God Mode

Privately invoke arbitrary smart contracts.

God Mode is an advanced user mode in Firn, which lets you withdraw to contracts. Specifically, Firn supports a variant sort of withdrawal whereby, instead of withdrawing your funds directly to an EOA, Firn sends them to a payable function on some contract, and simultaneously supplies user-specified calldata to that function.

The effect of this is that you can call any function on any contract "as" Firn; the identity of the caller is hidden. For example, you could buy some token, say, anonymously, and direct the token to some fresh account with no history. This feature is very powerful. While you could emulate a similar functionality by, say, withdrawing first to a burner EOA, and then using that EOA to transact, with God Mode, you can do the same thing gasslessly (you don't have to worry about leaving leftover gas in the burner account), and in just one step. This even works for non-payable functions; in the same way, you can even call these gasslessly and anonymously.

In this post, we will walk you through how to do this, via an example. In this example, we will buy 1 ETH worth of FIRN Token, anonymously.

First, log into Firn, and navigate to the "Withdrawal" tab; then, click the "God Mode" toggle. Enter the address of the contract containing the function you want to call. For example, we will enter the address 0xE592427A0AEce92De3Edee1F18E0157C05861564 of the UniswapV3Router. At this point, since the contract is verified on Etherscan, the contract ABI will auto-populate; for unverified contracts, you will have to enter the ABI manually.

At this point, you can either manually select a function and enter its arguments, or else enter raw hexadecimal calldata (see the "Raw Hex" toggle). In our case, we will manually enter the arguments required for our purchase; we direct the resulting token to a fresh address.

In practice, it is fairly unusual that you will want to enter these yourself, unless you're very sure of what you're doing (or you're interacting with a simple contract). Indeed, usually, when we interact with the blockchain, front-end web applications populate our transactions for us.

Alternatively, you can also simply enter the raw hexadecimal calldata you want (including the 4-byte function signature and the ABI-encoded arguements). In practice, you might "lift" this from a transaction prompt populated by some other application.

To do this, toggle the "Raw Hex" switch. You'll see something like this:

Click "Transact Privately", and your transaction will be dispatched.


= EXERCISE BRIEF =
Any image found in the entries is to be skipped; the rest is returned word for word.

(Collected data)

--- START ---

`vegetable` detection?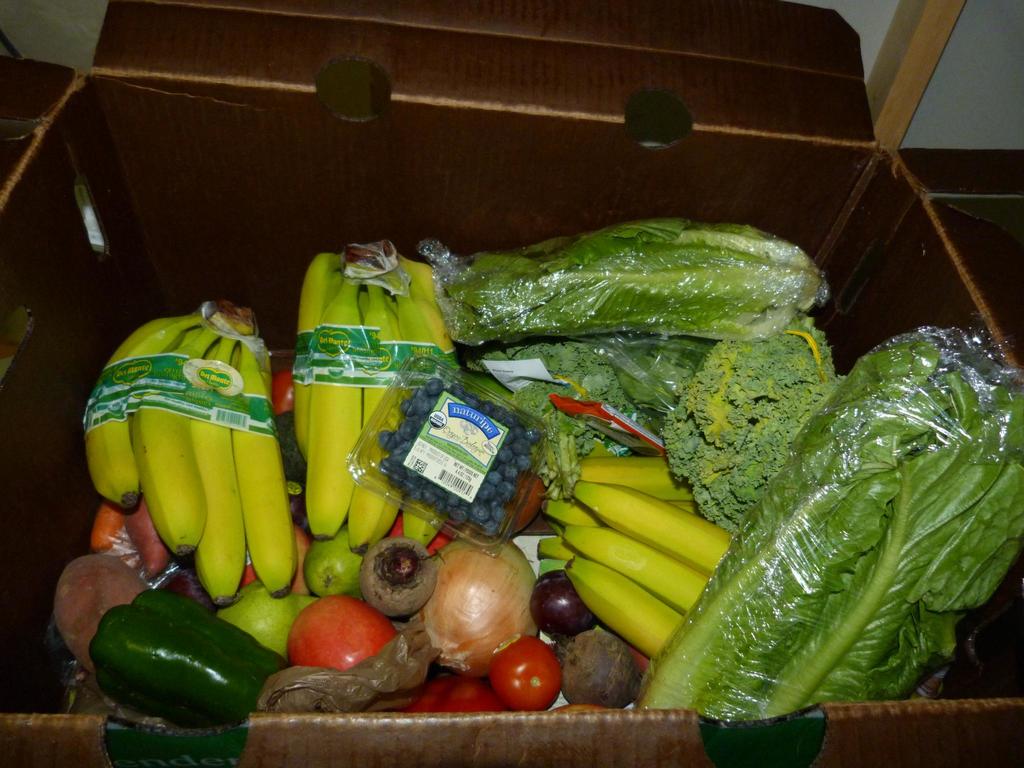
BBox(56, 559, 138, 676)
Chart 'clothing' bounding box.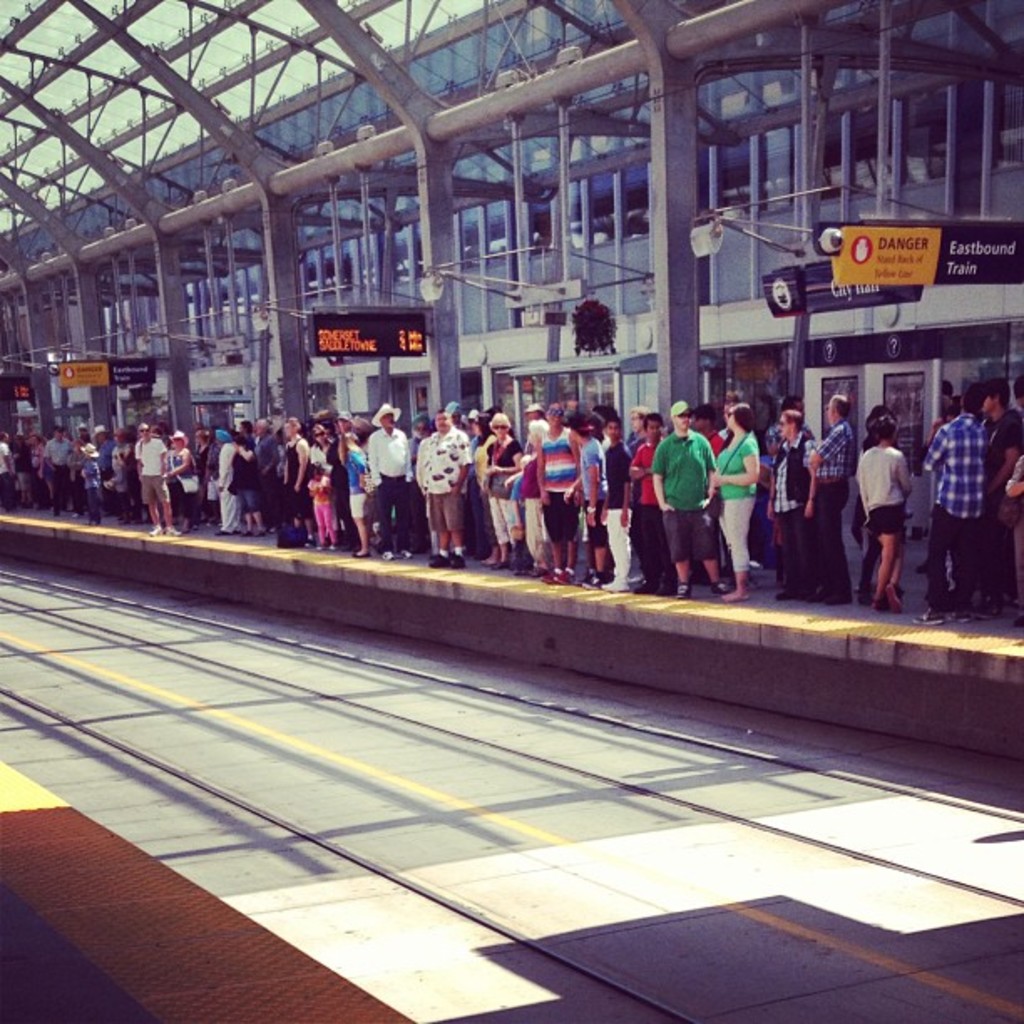
Charted: x1=602 y1=440 x2=631 y2=577.
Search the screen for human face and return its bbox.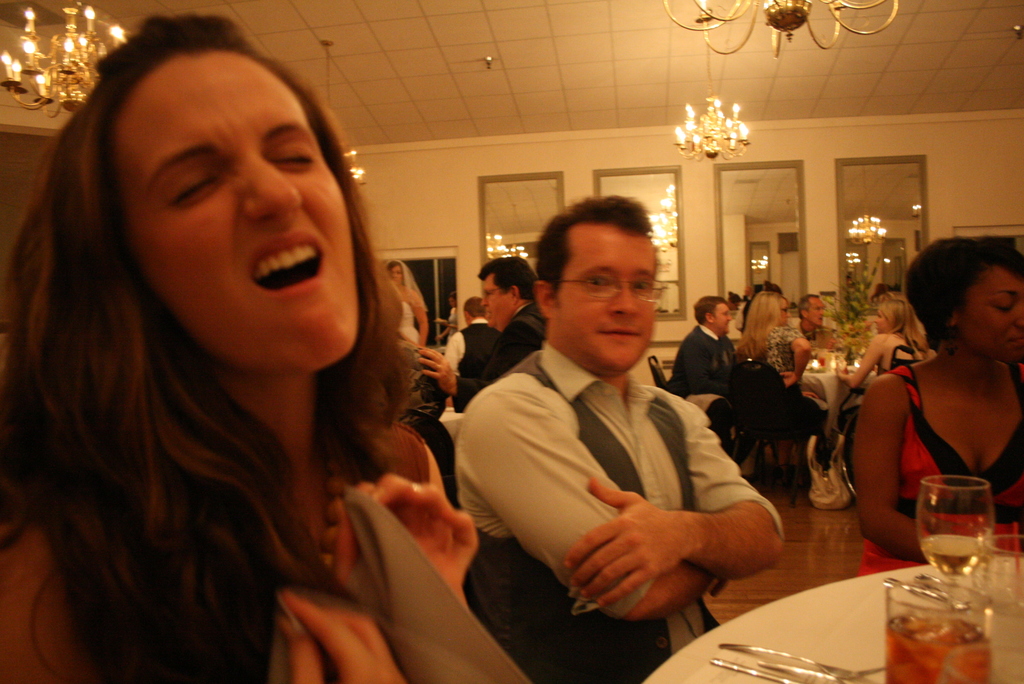
Found: BBox(556, 236, 650, 366).
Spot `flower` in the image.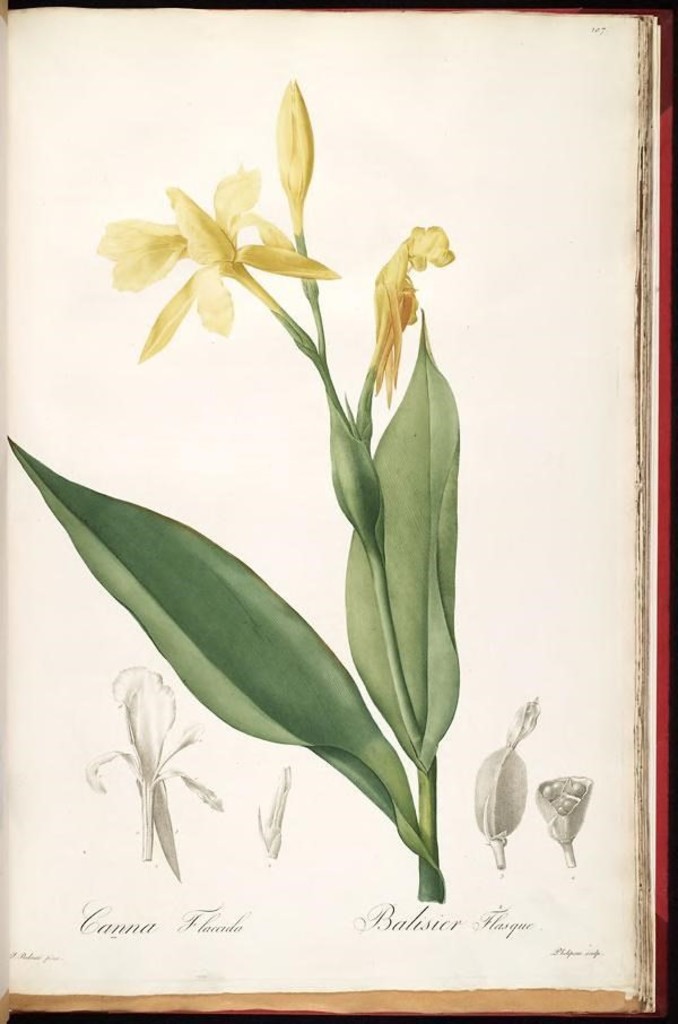
`flower` found at box(366, 216, 449, 413).
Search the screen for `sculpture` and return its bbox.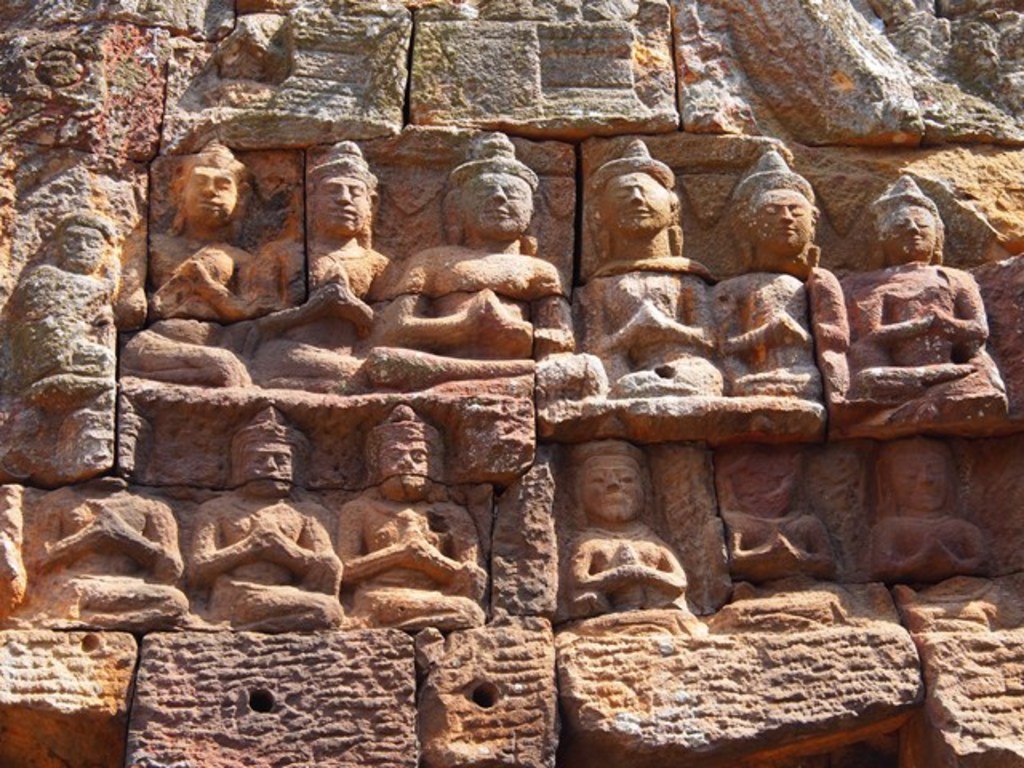
Found: box(200, 450, 334, 619).
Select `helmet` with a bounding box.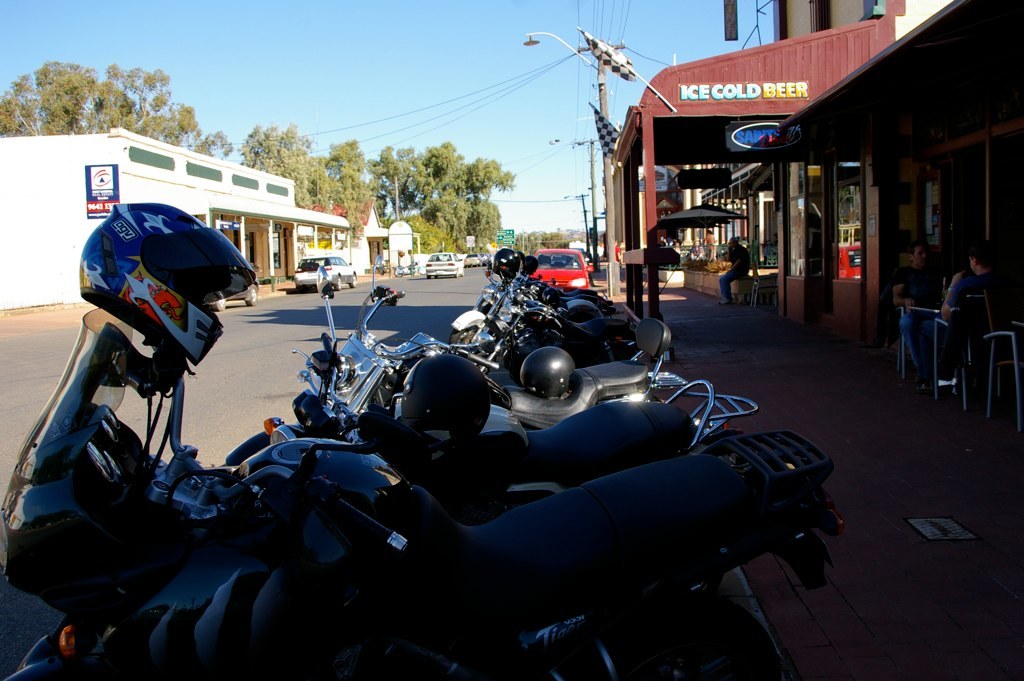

--- END ---

= OUTPUT =
`vegetable` detection?
BBox(56, 559, 138, 676)
Chart 'clothing' bounding box.
Charted: x1=602 y1=440 x2=631 y2=577.
Search the screen for human face and return its bbox.
Found: BBox(556, 236, 650, 366).
Spot `flower` in the image.
`flower` found at box(366, 216, 449, 413).
Search the screen for `sculpture` and return its bbox.
Found: box(200, 450, 334, 619).
Select `helmet` with a bounding box.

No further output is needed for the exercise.